What Chit creates, becomes SatSat is the manifested universe.  It also contains all other universes that Chit might have created.  Sat is vast, complex and difficult. It's not unknowable, but our normal tools of brain functions may not be enough to measure the largeness of Sat. Hence its full grasp remains beyond our reach in spite of our good efforts.  More we come to know, more is there to be found. So the expansiveness of Sat is described by words like anAdi, one that has no beginning (or whose beginning can't be found), and Ananta, one that has no end (or whose end can't be found).  These words are produced out of samAdhAna, as I had hinted before.  We do not know where the universe began and where it is going to end.  We live in our localized shell and everything beyond that shell and sometimes including it, we give the anthropomorphic name Vishnu.  Vishnu is a male figure, but Sat is genderless.  In mythology concepts, Vishnu goes into contemplative sleep most of the time to mediate on Chit to comprehend the new objects and the rules Chit may be making.  Again in mythology, the running of the universe is given to Vishnu's consorts who apply the rules already prescribed for them by Chit. Occasionally Vishnu "wakes up" when something in the universe becomes too unruly.  Vishnu restores the laws, doesn't make them. It's not clear if the lawlessness is a flaw in the design or a part of the design.


Our intellect is incapable of addressing such questions.  We accept what's given. The methods that Chit engineers to teach are totally incomprehensible. But we can live a good life in Sat,  we just need to discover the laws that can maintain Sat.  The important law that vedAnta discovers is that we respect Sat completely.  What that means is we respect all manifested objects as us without distinction.  So the saying: "Sat" is one!  Sat is an intellectual inquiry.

Then we come to Ananda, the third attribute of Brahman and the most interesting and the most difficult.   In the vedAnta theory, Brahman remains happy with its creation and remains in a state of perpetual bliss and this we call Ananda.
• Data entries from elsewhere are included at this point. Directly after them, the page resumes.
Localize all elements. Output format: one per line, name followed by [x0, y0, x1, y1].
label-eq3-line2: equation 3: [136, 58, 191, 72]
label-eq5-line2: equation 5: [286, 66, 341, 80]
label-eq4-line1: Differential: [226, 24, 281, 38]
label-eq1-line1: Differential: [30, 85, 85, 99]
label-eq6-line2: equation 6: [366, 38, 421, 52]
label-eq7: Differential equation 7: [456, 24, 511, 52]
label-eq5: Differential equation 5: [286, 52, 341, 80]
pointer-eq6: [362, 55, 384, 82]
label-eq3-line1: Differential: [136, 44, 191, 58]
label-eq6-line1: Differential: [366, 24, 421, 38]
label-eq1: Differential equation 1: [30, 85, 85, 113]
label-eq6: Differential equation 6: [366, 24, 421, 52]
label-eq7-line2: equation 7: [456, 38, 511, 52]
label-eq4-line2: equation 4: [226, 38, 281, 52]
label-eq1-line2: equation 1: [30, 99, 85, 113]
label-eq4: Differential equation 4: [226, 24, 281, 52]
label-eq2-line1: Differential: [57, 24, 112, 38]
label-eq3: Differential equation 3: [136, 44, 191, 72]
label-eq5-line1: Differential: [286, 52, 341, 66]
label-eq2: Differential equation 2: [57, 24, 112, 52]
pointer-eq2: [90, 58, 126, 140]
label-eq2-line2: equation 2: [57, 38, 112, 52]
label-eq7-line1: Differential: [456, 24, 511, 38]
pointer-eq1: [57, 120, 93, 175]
It has bliss since we can't attach any other emotion.  It justifies its own actions and by necessity has no regrets.  The universes come and go, Brahman believes that its design works.  Like a good engineer, it observes the play of his craft and possibly knows what errors he might have made.  In stead of accusing any one,  (whom to accuse any way?), Brahman reconstructs and continues with its process of design and sustenance.  When we make this attribute anthropomorphic, we get into real confusion since we don't know of any object who can be perpetually blissful.  Life's legends and experience suggest that the grief and sorrow in life are possibly created through the mind and body and hence the concept of  "S'iva".  The latter can reach a state beyond his mind and is endowed with the power of an eternal life.  S'iva's joyful attitude in life is misperceived by people as "intoxication" and some even attribute S'iva to "destruction," the most distorted attribute used in popular literature.  S'iva is bliss, it's carefree, it's tensionless, it knows all rules and discovers all remedies. It's the best in limbs, the arts, the speech, and the dance.  It's the flawless in character, in conduct and is always pure.  In mythology, the anthromorphic S'iva drinks all poison there is and digests!  When we make him a male figure, he is the best husband and is the ideal father.  Ananda is neuter and is worshiped  as a combination of manifested male and female symbols.  The worship is a part of the current samAdhAna and the other route to find Ananda is through meditation and yoga.   The most important part is that Ananda is both physical  and mental. It's not an inquiry, it's a state.


Out of the three attributes of Brahman, Ananda is the only one that's attainable. Unlike grace or blessings, it needs discipline in living and conduct.  Grace or blessings make life happy, Ananda is joy.  It has no material manifestation, it's internal. We can only feel it, we can't express it.  Ananda bypasses Sat and can take us to the real unknown quantity Chit through disciplined life and meditation, so the phrase "chidAnanda", and that's S'iva.  In order to invoke such discipline in life we celebrate S'ivarAtri and perform other austerities.